“Will you still respect my secret, so far as you know it?”
“I shall make no promise,” Alick answered.
“At least, will you let me tell my story for myself?”
“There is nothing to prevent your doing that,” the other replied, “any more than there is to prevent my telling mine.”
“You are sternly uncompromising,” said Mr. Croft.
“I should be sorry to compromise with a seducer and a villain,” was the reply.
“You are talking at random, boy, on a matter concerning which you know literally nothing,” the person so politely addressed observed, sadly. “Had I spoken to an older man, as I have spoken to you to-night, I should not have been so repulsed.”
“Possibly not by an older man like yourself,” retorted Alick, with a sneer.

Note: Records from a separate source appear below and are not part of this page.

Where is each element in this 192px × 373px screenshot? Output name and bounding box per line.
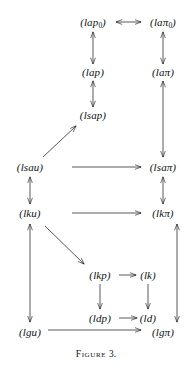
node-lsapi: (lsaπ) xyxy=(150,162,176,173)
node-lapi0-text: (laπ xyxy=(150,16,168,28)
node-lapi-text: (laπ) xyxy=(152,66,174,78)
node-ldp: (ldp) xyxy=(89,313,111,324)
node-ld-text: (ld) xyxy=(140,312,156,324)
caption-label: Figure xyxy=(76,349,106,359)
node-lgpi: (lgπ) xyxy=(152,327,174,338)
node-lap0-subscript: 0 xyxy=(99,21,103,30)
arrow-lku-lkp xyxy=(45,226,84,264)
node-lkpi: (lkπ) xyxy=(152,208,173,219)
node-lsapi-text: (lsaπ) xyxy=(150,161,176,173)
node-lkpi-text: (lkπ) xyxy=(152,207,173,219)
node-ldp-text: (ldp) xyxy=(89,312,111,324)
node-lap: (lap) xyxy=(82,67,104,78)
node-lsap: (lsap) xyxy=(80,110,106,121)
arrow-lsau-lsap xyxy=(43,126,76,157)
node-lk: (lk) xyxy=(140,270,156,281)
node-lk-text: (lk) xyxy=(140,269,156,281)
node-lapi0-subscript: 0 xyxy=(169,21,173,30)
node-lsau-text: (lsau) xyxy=(17,161,43,173)
node-lkp-text: (lkp) xyxy=(89,269,110,281)
node-lapi0: (laπ0) xyxy=(150,17,176,28)
node-lsap-text: (lsap) xyxy=(80,109,106,121)
node-lkp: (lkp) xyxy=(89,270,110,281)
node-lap0-text: (lap xyxy=(80,16,98,28)
node-ld: (ld) xyxy=(140,313,156,324)
node-lapi: (laπ) xyxy=(152,67,174,78)
node-lgpi-text: (lgπ) xyxy=(152,326,174,338)
node-lgu-text: (lgu) xyxy=(19,326,41,338)
figure-3-commutative-diagram: (lap0)(laπ0)(lap)(laπ)(lsap)(lsau)(lsaπ)… xyxy=(0,0,192,373)
node-lap-text: (lap) xyxy=(82,66,104,78)
node-lap0: (lap0) xyxy=(80,17,106,28)
node-lku: (lku) xyxy=(19,208,40,219)
node-lku-text: (lku) xyxy=(19,207,40,219)
node-lap0-close-paren: ) xyxy=(102,16,106,28)
node-lapi0-close-paren: ) xyxy=(172,16,176,28)
caption-number: 3. xyxy=(109,349,116,359)
node-lsau: (lsau) xyxy=(17,162,43,173)
node-lgu: (lgu) xyxy=(19,327,41,338)
figure-caption: Figure 3. xyxy=(0,349,192,359)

“Good-night,” said Mr. Croft, “we will not spoil our naturally sweet tempers by further argument. Here comes Ned. Shall we shake hands over it? No; good-bye then, and pleasant thoughts as you travel to town. Some day you will think you have not been all in the right in your judgment of me; but I do not quarrel with you for that judgment. It is human to err, and your humanity has erred, perhaps, on the safest side. On a safer side than mine, certainly,” he muttered, as Alick, jumping up beside Ned, took the reins, and, with a cold farewell to Mr. Croft, drove off at a rattling trot along Berrie Down Lane, and thence through Fifield to Palinsbridge.
As they passed Fifield church, the moonlight fell clear and cold on the mound of freshly-turned mould, which was heaped over the spot where Heather’s darling lay all alone, and the tears came welling up into Alick’s eyes when he thought of the dead child.